A California court has approved an agreement that will allow poor undocumented immigrants to have access to bail pending the resolution of their immigration cases.
Judge Jesús Gilberto Bernal, of the Central District of California District Court, on Monday this week upheld the agreement between the plaintiffs, Xochitl Hernández and César Matías, and the Department of Justice reached in October last year.
The court agreement prevents Immigration and Customs Enforcement (ICE) prisons in the Central District of California from connecting undocumented foreigners in the state without considering their ability to pay.
Lawyers consulted by Univision Noticias and the American Civil Liberties Union (ACLU) hope the agreement will be expanded nationwide.
“It opens the door so that people who have really strong cases to fight in court and have no resources can do so. This is a human opportunity. Many do not go free because they have no family here (in the United States). States) do not have “to help them”; says Alex Galvez, an immigration attorney who practices in Los Angeles, California.
In many cases, immigrants in deportation proceedings who had no offense other than the undocumented stay in the United States (a civil matter, not a criminal one) were detained for months because they could not pay the mortgage. which they did not set free. .
The court’s announcement is a “significant legal victory for immigrant rights,” the ACLU said in a statement. “The federal court has approved an agreement banning ICE and immigration judges from imposing unreasonable bans on detained immigrants because they did not consider their financial resources,” he added.
The ACLU explained that prior to this case, “the government was not obliged to consider the ability to pay when setting bail for individuals being deported.”
He added that “many immigrants stayed in jail for months or even years simply because they could not pay bail.”
Referring to a 2017 ruling by the late 9th District Judge Stephen Reinhardt, the civil rights group said that “while the temporary detention of non-citizens can sometimes be justified by concerns about public safety or flight risk …, no person can be imprisoned be put simply because of their poverty. “
The agreement reached between the parties and supported by the court, the class action, known as Hernandez v. Garland, originally filed in 2016 and litigated by the ACLU, the ACLU Foundation of Southern California, and pro bono attorneys for Skadden, Arps, Slate, Meagher & Flom LLP, and Mayer Brown LLP.
Hearing the court’s ruling, Michael Kaufman, chief prosecutor for Sullivan & Cromwell’s Access to Justice at the ACLU SoCal, said: “The settlement puts an end to the government’s scandalous practice of putting immigrants in jail without even bail, take into account. “
“The Constitution prohibits incarceration on the grounds of poverty, both for citizens and non-citizens,” he said.
Cesar Matías, one of the plaintiffs in the case, is originally from Honduras and worked as a hairdresser in a clothing factory. He was arrested in 2012 and taken to an ICE detention center in Santa Ana, California.
“I am proud to have taken part in this lawsuit to help other immigrants,” Matías said. “I hope no other person is forced to stay in custody for years because they cannot pay their bail,” he said.
Matías sought asylum in the United States because he suffered severe persecution in his home country because he was gay, according to court documents. He was released on bail of $ 3,000, but Matias did not have the money, which forced him to stay in jail for four years.
Following the filing of the lawsuit, Hernandez was released on a $ 5,000 bond that was posted with the help of a community organization, and was ordered to wear a single monitor. The lawsuit was certified in 2016 as a class action lawsuit.
Supreme Court trial
After hearing about the district court’s endorsement of the agreement, Stephen Yale-Loher, professor of immigration law at Cornell University Law School in New York, said the Supreme Court will hear “oral arguments in two cases this Friday on whether “Immigrants detained for more than six months are entitled to a mortgage hearing to be released.”
“Two lower courts have ruled that immigrants have that right in certain cases. “The conservative majority of the Supreme Court may not agree,” he said.
Yale-Loher added that “in one of the cases, Antonio Arteaga-Martinez argued that he and certain other immigrants should be entitled to a mortgage hearing after six months in detention to avoid a proper process violation.”
Last year, however, the Supreme Court ruled 6-3 “that immigrants who return to the United States illegally after being deported should be kept out of court while awaiting a second deportation hearing.”
“Cases are important, partly due to the backlog of cases in the immigration court. More than 1.7 million immigrants have cases pending, a situation that “could take years to make a decision,” he said.
“If immigrants had to be detained for so long, the monetary and social costs would be enormous,” he said.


## Task objective:
Restate word for word the lines below from the one that has "List UI elements" through the one that has "Decompose this screenshot", keeping both and dropping all pictures.

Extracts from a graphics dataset

# # # #

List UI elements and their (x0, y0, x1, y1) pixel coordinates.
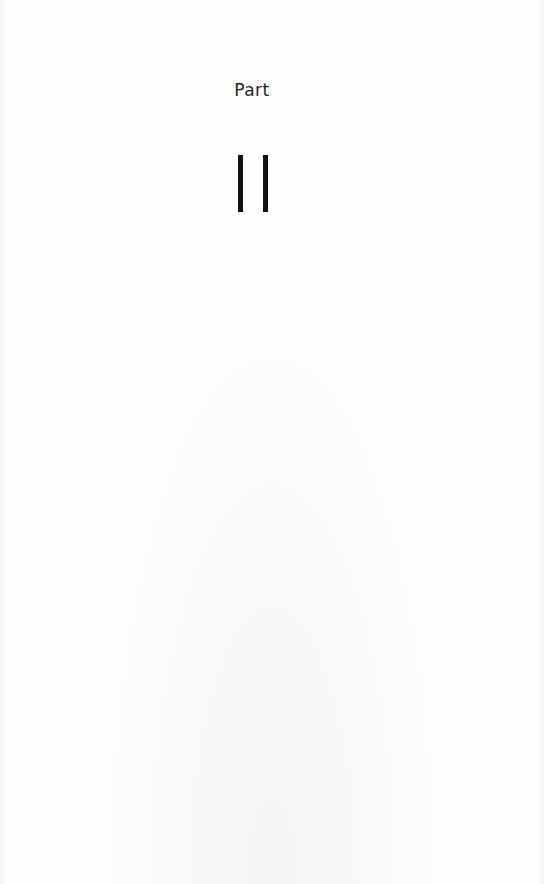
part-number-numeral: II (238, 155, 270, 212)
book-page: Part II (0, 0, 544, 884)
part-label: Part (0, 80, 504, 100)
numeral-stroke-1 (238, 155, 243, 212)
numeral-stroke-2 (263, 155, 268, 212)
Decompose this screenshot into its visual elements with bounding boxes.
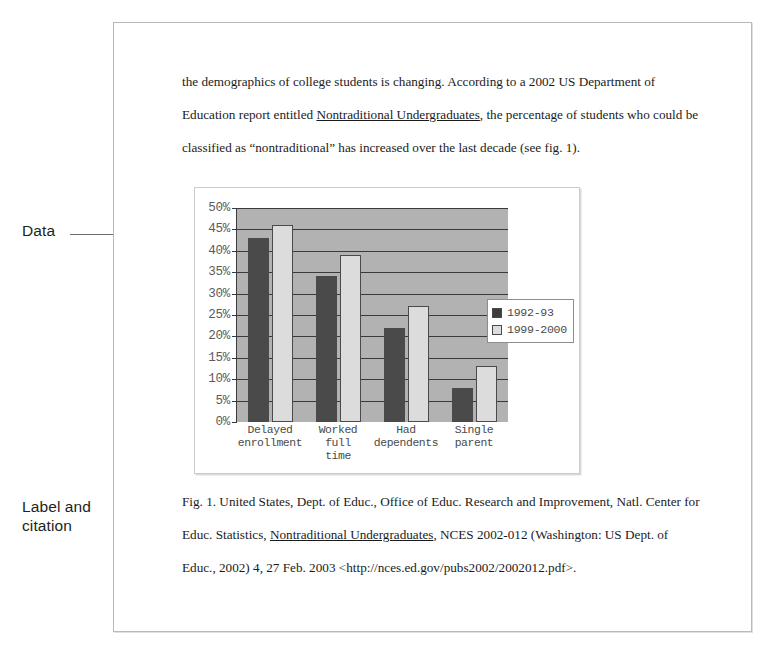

# # # #

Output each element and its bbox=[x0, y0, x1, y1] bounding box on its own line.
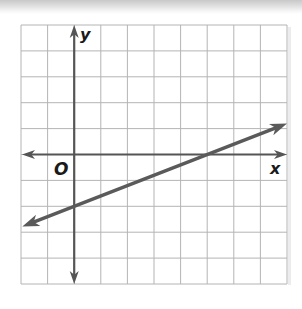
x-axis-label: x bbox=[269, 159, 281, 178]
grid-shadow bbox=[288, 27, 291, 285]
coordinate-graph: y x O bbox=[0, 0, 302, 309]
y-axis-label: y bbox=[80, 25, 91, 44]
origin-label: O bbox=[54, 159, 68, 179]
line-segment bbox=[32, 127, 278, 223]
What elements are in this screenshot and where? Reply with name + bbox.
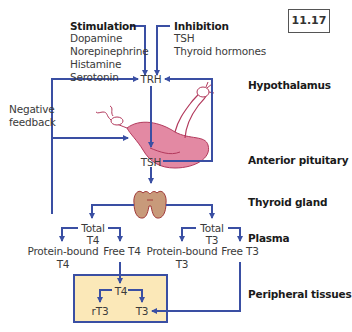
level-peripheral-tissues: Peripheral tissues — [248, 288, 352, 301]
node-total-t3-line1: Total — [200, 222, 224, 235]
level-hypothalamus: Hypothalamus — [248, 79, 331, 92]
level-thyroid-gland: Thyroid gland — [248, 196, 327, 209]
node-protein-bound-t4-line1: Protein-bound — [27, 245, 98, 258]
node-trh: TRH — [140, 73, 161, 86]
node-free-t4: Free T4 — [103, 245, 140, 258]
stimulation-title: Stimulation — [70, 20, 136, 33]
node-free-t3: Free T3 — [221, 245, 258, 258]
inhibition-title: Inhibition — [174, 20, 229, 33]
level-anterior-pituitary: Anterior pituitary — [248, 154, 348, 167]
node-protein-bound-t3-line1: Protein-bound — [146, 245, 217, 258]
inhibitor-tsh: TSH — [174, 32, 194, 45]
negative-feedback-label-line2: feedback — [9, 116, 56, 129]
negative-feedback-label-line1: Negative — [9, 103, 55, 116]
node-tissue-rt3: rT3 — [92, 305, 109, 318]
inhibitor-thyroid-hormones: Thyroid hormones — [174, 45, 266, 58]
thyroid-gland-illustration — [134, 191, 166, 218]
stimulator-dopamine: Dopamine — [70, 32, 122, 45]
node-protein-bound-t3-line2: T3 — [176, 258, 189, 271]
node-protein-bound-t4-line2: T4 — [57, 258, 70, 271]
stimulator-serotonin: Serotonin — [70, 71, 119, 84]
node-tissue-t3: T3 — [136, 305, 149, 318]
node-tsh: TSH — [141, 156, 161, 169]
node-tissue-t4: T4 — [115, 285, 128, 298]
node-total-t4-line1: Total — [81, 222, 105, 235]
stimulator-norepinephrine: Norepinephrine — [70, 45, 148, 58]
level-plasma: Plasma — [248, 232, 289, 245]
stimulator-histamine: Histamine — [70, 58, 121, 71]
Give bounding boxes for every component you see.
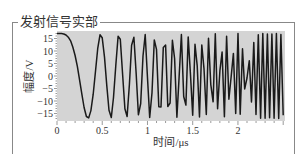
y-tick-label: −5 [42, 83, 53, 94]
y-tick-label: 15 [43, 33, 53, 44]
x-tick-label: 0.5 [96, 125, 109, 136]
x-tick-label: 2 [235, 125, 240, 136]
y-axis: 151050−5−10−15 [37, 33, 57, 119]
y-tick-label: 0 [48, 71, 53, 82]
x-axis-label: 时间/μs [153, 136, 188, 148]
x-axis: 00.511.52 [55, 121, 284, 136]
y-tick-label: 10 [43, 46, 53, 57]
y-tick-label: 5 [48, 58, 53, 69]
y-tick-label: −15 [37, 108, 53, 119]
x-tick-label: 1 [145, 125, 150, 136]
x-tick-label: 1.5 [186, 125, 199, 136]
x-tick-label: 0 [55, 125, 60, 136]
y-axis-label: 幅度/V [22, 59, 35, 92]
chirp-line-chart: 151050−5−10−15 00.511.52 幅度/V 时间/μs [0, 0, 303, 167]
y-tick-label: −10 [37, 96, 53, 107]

# # # #

## Exercise solution:
List UI elements and their (x0, y0, x1, y1) pixel coordinates.
part-number-numeral: II (238, 155, 270, 212)
book-page: Part II (0, 0, 544, 884)
part-label: Part (0, 80, 504, 100)
numeral-stroke-1 (238, 155, 243, 212)
numeral-stroke-2 (263, 155, 268, 212)
Decompose this screenshot into its visual elements with bounding boxes.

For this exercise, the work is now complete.